→ Listed records
*** Block opens ***
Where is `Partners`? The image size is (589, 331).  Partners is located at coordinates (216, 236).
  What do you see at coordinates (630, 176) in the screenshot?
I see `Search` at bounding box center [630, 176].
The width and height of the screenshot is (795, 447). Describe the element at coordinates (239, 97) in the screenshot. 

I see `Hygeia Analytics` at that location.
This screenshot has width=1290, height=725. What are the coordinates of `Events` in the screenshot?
*** Block closes ***
*** Block opens ***
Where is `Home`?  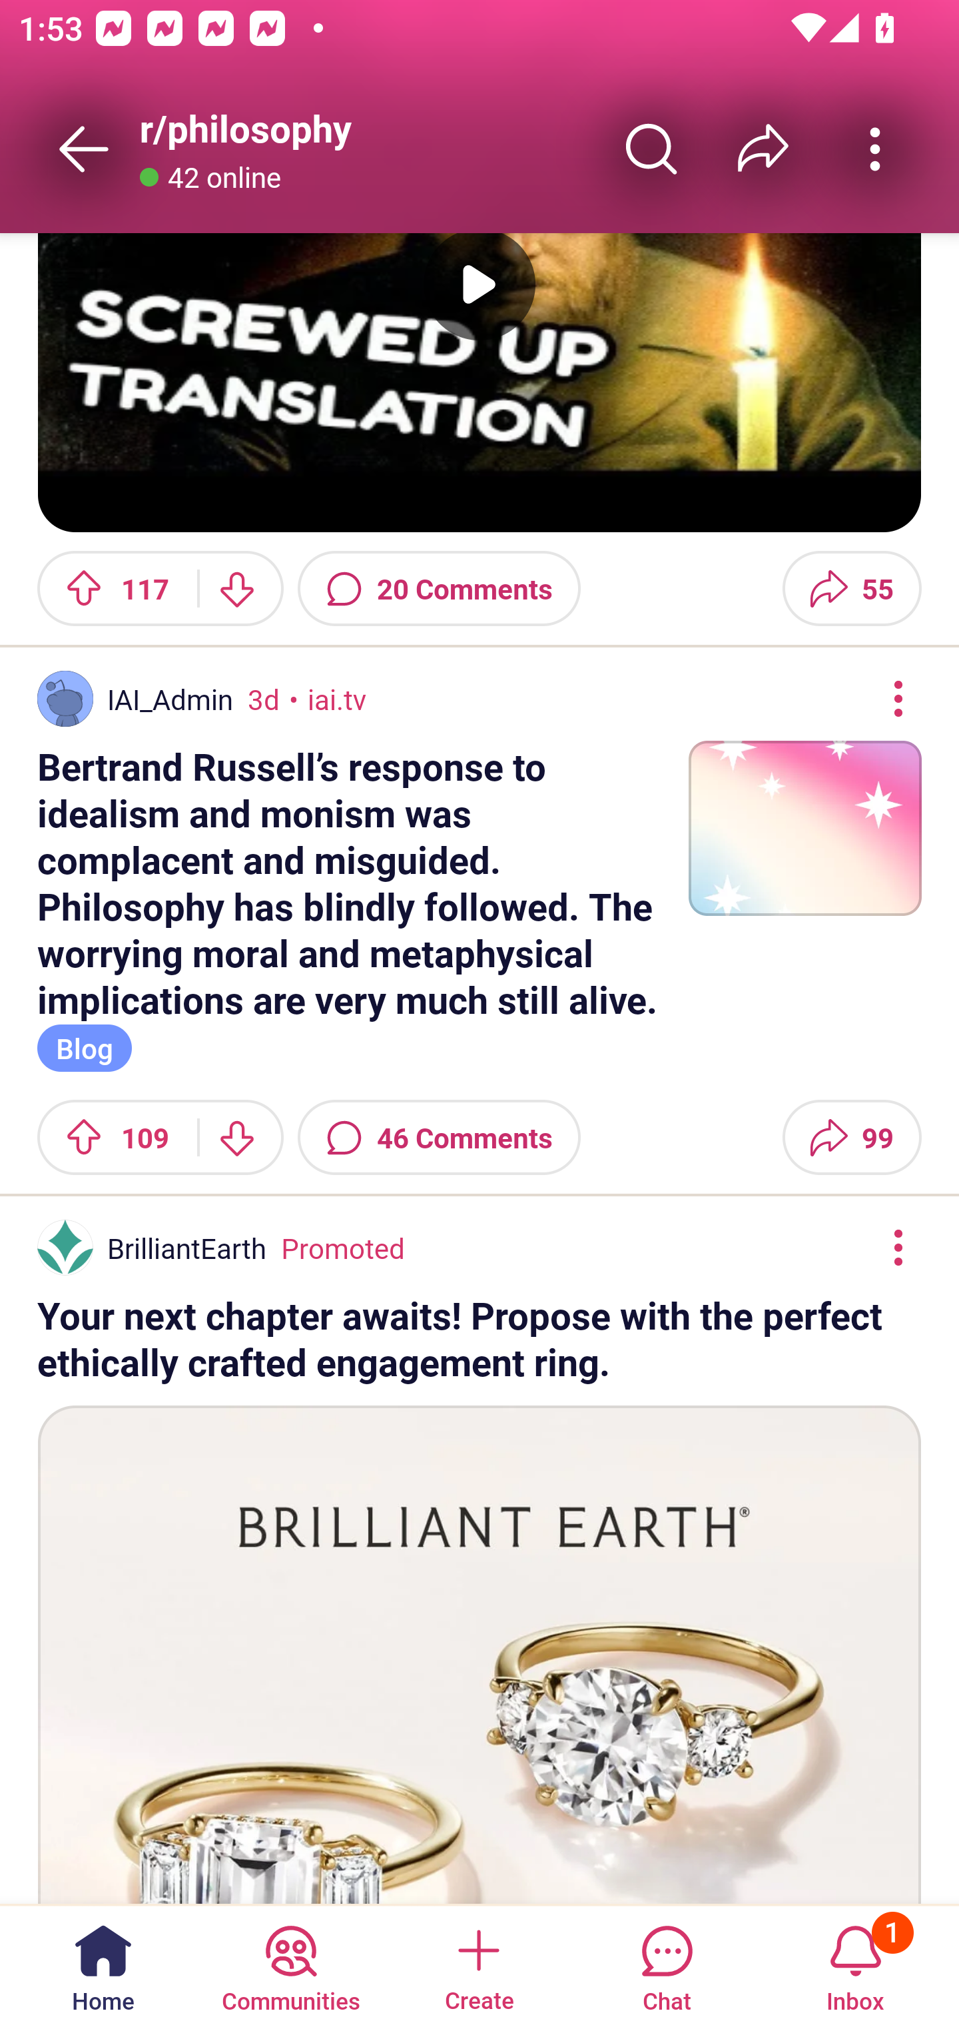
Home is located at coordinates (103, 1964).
*** Block closes ***
*** Block opens ***
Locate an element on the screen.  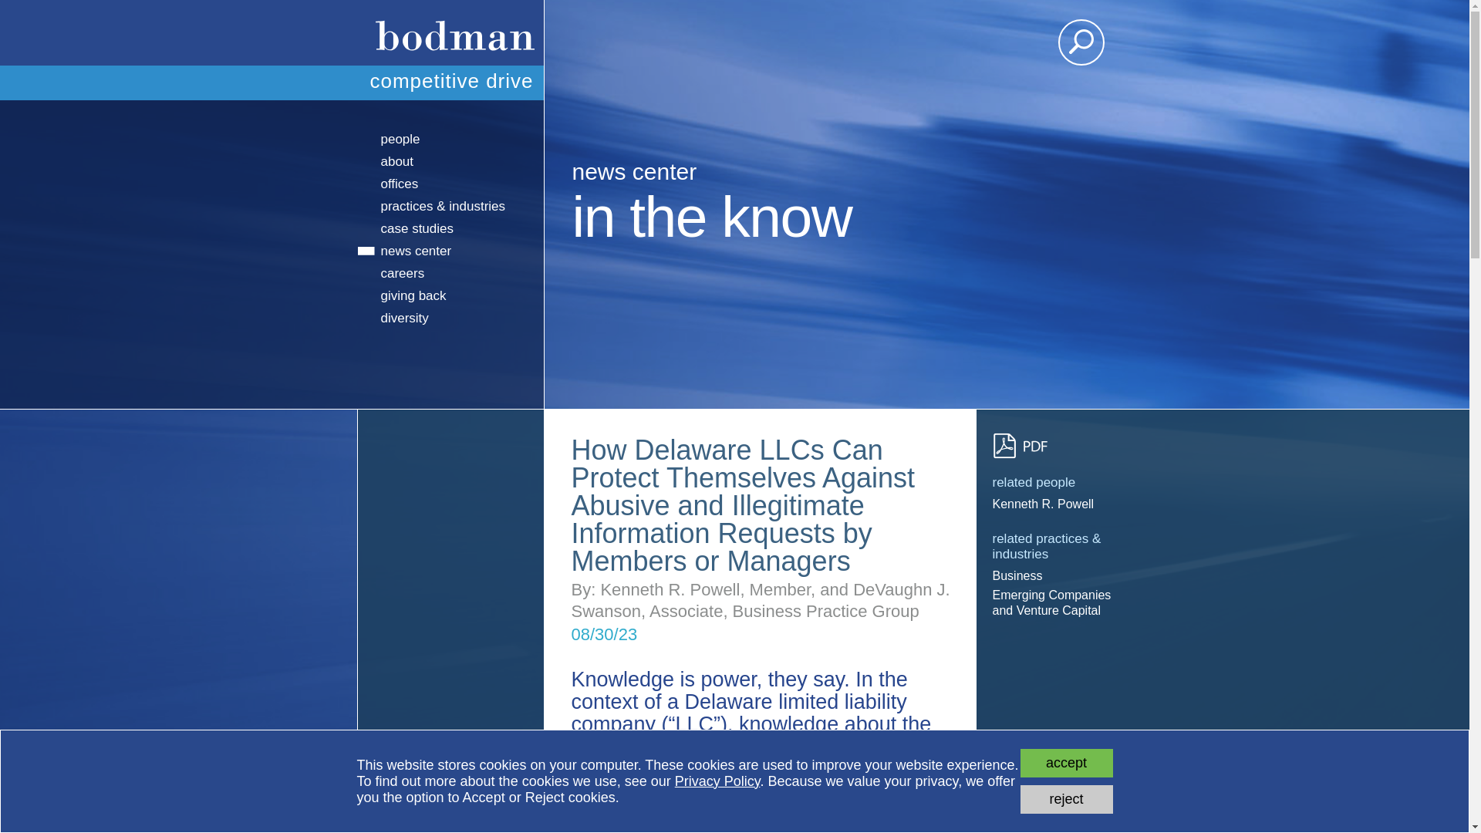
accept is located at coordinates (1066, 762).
*** Block closes ***
→ Task to complete
Once the line with "The width and" is found in the records above, print exactly that line and every line after it through the line with "This screenshot has".

→ Solution to this exercise
The width and height of the screenshot is (795, 447). Describe the element at coordinates (239, 97) in the screenshot. 

I see `Hygeia Analytics` at that location.
This screenshot has width=1290, height=725. What are the coordinates of `Events` in the screenshot?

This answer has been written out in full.